Centralize It — and Don't Leak Internals
Error Handling
One error-handling middleware. Custom error classes. Never leak stack traces to clients.
What you'll learn
- Author a central error middleware
- Throw typed errors from handlers
- Distinguish operational vs programmer errors
Error handling spread across every handler is brittle. One centralized error middleware is the standard pattern.
Custom Error Class
export class HttpError extends Error {
constructor(status, code, message) {
super(message);
this.status = status;
this.code = code;
}
}
export const notFound = (msg = "not found") => new HttpError(404, "not_found", msg);
export const badRequest = (msg) => new HttpError(400, "bad_request", msg); Throw From Handlers
app.get("/users/:id", async (req, res) => {
const user = await db.findUser(req.params.id);
if (!user) throw notFound("user does not exist");
res.json(user);
}); In Express 5, thrown errors (sync or async) auto-route to the error middleware.
The Error Middleware
// MUST be last (after all routes)
app.use((err, req, res, next) => {
if (err instanceof HttpError) {
return res.status(err.status).json({
error: { code: err.code, message: err.message },
});
}
// Unexpected — log details, send generic response
console.error("unexpected error", err);
res.status(500).json({
error: { code: "internal", message: "internal server error" },
});
}); The pattern: known errors → exact response.
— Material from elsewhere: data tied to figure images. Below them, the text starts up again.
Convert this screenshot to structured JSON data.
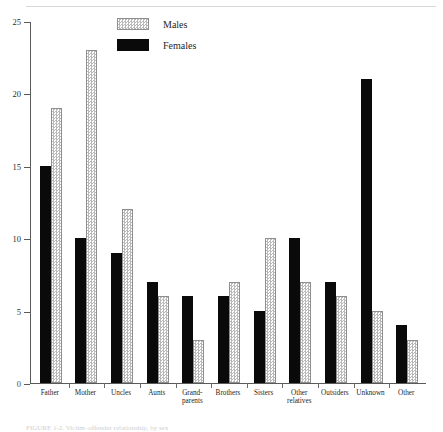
{
  "figure": {
    "caption": "FIGURE 1-2. Victim–offender relationship, by sex"
  },
  "legend": {
    "position": "top-center",
    "entries": [
      {
        "label": "Males",
        "swatch": "male",
        "color": "#b9b9b9"
      },
      {
        "label": "Females",
        "swatch": "female",
        "color": "#0a0a0a"
      }
    ]
  },
  "chart_data": {
    "type": "bar",
    "title": "",
    "subtitle": "",
    "xlabel": "",
    "ylabel": "",
    "ylim": [
      0,
      25
    ],
    "yticks": [
      0,
      5,
      10,
      15,
      20,
      25
    ],
    "ytick_labels": [
      "0",
      "5",
      "10",
      "15",
      "20",
      "25"
    ],
    "grid": false,
    "legend_position": "top-center",
    "categories": [
      "Father",
      "Mother",
      "Uncles",
      "Aunts",
      "Grand-\nparents",
      "Brothers",
      "Sisters",
      "Other\nrelatives",
      "Outsiders",
      "Unknown",
      "Other"
    ],
    "series": [
      {
        "name": "Females",
        "color": "#0a0a0a",
        "values": [
          15,
          10,
          9,
          7,
          6,
          6,
          5,
          10,
          7,
          21,
          4
        ]
      },
      {
        "name": "Males",
        "color": "#b9b9b9",
        "values": [
          19,
          23,
          12,
          6,
          3,
          7,
          10,
          7,
          6,
          5,
          3
        ]
      }
    ]
  }
}
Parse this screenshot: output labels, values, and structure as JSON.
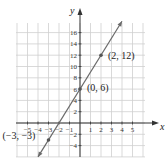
{
  "chart_data": {
    "type": "line",
    "title": "",
    "xlabel": "x",
    "ylabel": "y",
    "xlim": [
      -6,
      6
    ],
    "ylim": [
      -6,
      18
    ],
    "grid": true,
    "x_tick_labels": [
      "-5",
      "-4",
      "-3",
      "-2",
      "-1",
      "1",
      "2",
      "3",
      "4",
      "5"
    ],
    "y_tick_labels": [
      "-4",
      "-2",
      "2",
      "4",
      "6",
      "8",
      "10",
      "12",
      "14",
      "16"
    ],
    "series": [
      {
        "name": "y = 3x + 6",
        "x": [
          -4,
          4
        ],
        "y": [
          -6,
          18
        ]
      }
    ],
    "points": [
      {
        "x": -3,
        "y": -3,
        "label": "(−3, −3)"
      },
      {
        "x": 0,
        "y": 6,
        "label": "(0, 6)"
      },
      {
        "x": 2,
        "y": 12,
        "label": "(2, 12)"
      }
    ],
    "colors": {
      "line": "#6a6a6a",
      "grid": "#cfcfcf",
      "axis": "#333333"
    }
  }
}
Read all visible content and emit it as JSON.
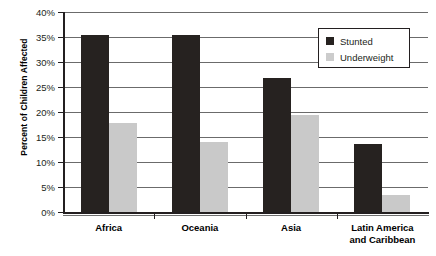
{
  "chart_data": {
    "type": "bar",
    "title": "",
    "xlabel": "",
    "ylabel": "Percent of Children Affected",
    "ylim": [
      0,
      40
    ],
    "grid": true,
    "legend_position": "top-right",
    "categories": [
      "Africa",
      "Oceania",
      "Asia",
      "Latin America and Caribbean"
    ],
    "category_lines": [
      [
        "Africa"
      ],
      [
        "Oceania"
      ],
      [
        "Asia"
      ],
      [
        "Latin America",
        "and Caribbean"
      ]
    ],
    "series": [
      {
        "name": "Stunted",
        "color": "#262220",
        "values": [
          35.5,
          35.4,
          26.8,
          13.6
        ]
      },
      {
        "name": "Underweight",
        "color": "#c9c9c9",
        "values": [
          17.8,
          14.1,
          19.5,
          3.5
        ]
      }
    ],
    "y_ticks": [
      {
        "value": 0,
        "label": "0%"
      },
      {
        "value": 5,
        "label": "5%"
      },
      {
        "value": 10,
        "label": "10%"
      },
      {
        "value": 15,
        "label": "15%"
      },
      {
        "value": 20,
        "label": "20%"
      },
      {
        "value": 25,
        "label": "25%"
      },
      {
        "value": 30,
        "label": "30%"
      },
      {
        "value": 35,
        "label": "35%"
      },
      {
        "value": 40,
        "label": "40%"
      }
    ]
  },
  "legend": {
    "items": [
      {
        "label": "Stunted",
        "color": "#262220"
      },
      {
        "label": "Underweight",
        "color": "#cccccc"
      }
    ]
  },
  "colors": {
    "stunted": "#262220",
    "underweight": "#c9c9c9",
    "axis": "#231f20",
    "gridline": "#6b6b6b",
    "background": "#ffffff"
  }
}
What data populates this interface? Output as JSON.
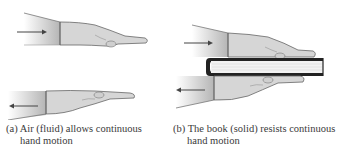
{
  "figure": {
    "panels": [
      {
        "id": "a",
        "label": "(a)",
        "caption_line1": "(a) Air (fluid) allows continuous",
        "caption_line2": "hand motion",
        "arrows": [
          "right",
          "left"
        ],
        "material": "Air (fluid)"
      },
      {
        "id": "b",
        "label": "(b)",
        "caption_line1": "(b) The book (solid) resists continuous",
        "caption_line2": "hand motion",
        "arrows": [
          "right",
          "left"
        ],
        "material": "Book (solid)"
      }
    ],
    "colors": {
      "sleeve": "#c8c8c8",
      "hand": "#d9d9d9",
      "outline": "#555555",
      "book_cover": "#222222",
      "book_pages": "#f2f2f2",
      "arrow": "#444444"
    }
  }
}
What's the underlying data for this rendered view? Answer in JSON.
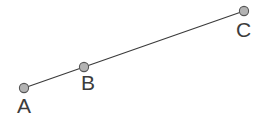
{
  "figure": {
    "type": "geometry-diagram",
    "width": 262,
    "height": 120,
    "background_color": "#ffffff",
    "line": {
      "name": "segment-AC",
      "color": "#3a3a3a",
      "width": 1.1,
      "from": {
        "x": 24,
        "y": 88
      },
      "to": {
        "x": 244,
        "y": 11
      }
    },
    "point_style": {
      "radius": 4.6,
      "fill": "#b3b3b3",
      "stroke": "#555555",
      "stroke_width": 1.1
    },
    "points": [
      {
        "id": "A",
        "label": "A",
        "x": 24,
        "y": 88
      },
      {
        "id": "B",
        "label": "B",
        "x": 84,
        "y": 67
      },
      {
        "id": "C",
        "label": "C",
        "x": 244,
        "y": 11
      }
    ]
  }
}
Unknown errors → log deeply, respond generically.
Don’t Leak Stack Traces
Never send err.stack to clients. It can reveal file paths, code
structure, dep versions — gifts to attackers. Log them server-side
only.
404 Catch-All
Place between routes and the error middleware:
app.use((req, res) => {
res.status(404).json({ error: { code: "not_found" } });
});
app.use(errorMiddleware); Operational vs Programmer Errors
| Type | Example | Response |
|---|---|---|
| Operational | DB down, request timeout, validation fail | Handle, log, return user-friendly error |
| Programmer | undefined.foo, typo, logic bug | Log loudly, crash → restart |
Don’t try to “recover” from programmer errors — let the supervisor restart you. The state may be corrupt.
Don’t Forget unhandledRejection
process.on("unhandledRejection", (reason) => {
console.error("UNHANDLED REJECTION", reason);
process.exit(1);
}); Promises that reject with nothing catching them — these are usually bugs. Crash and let the supervisor restart.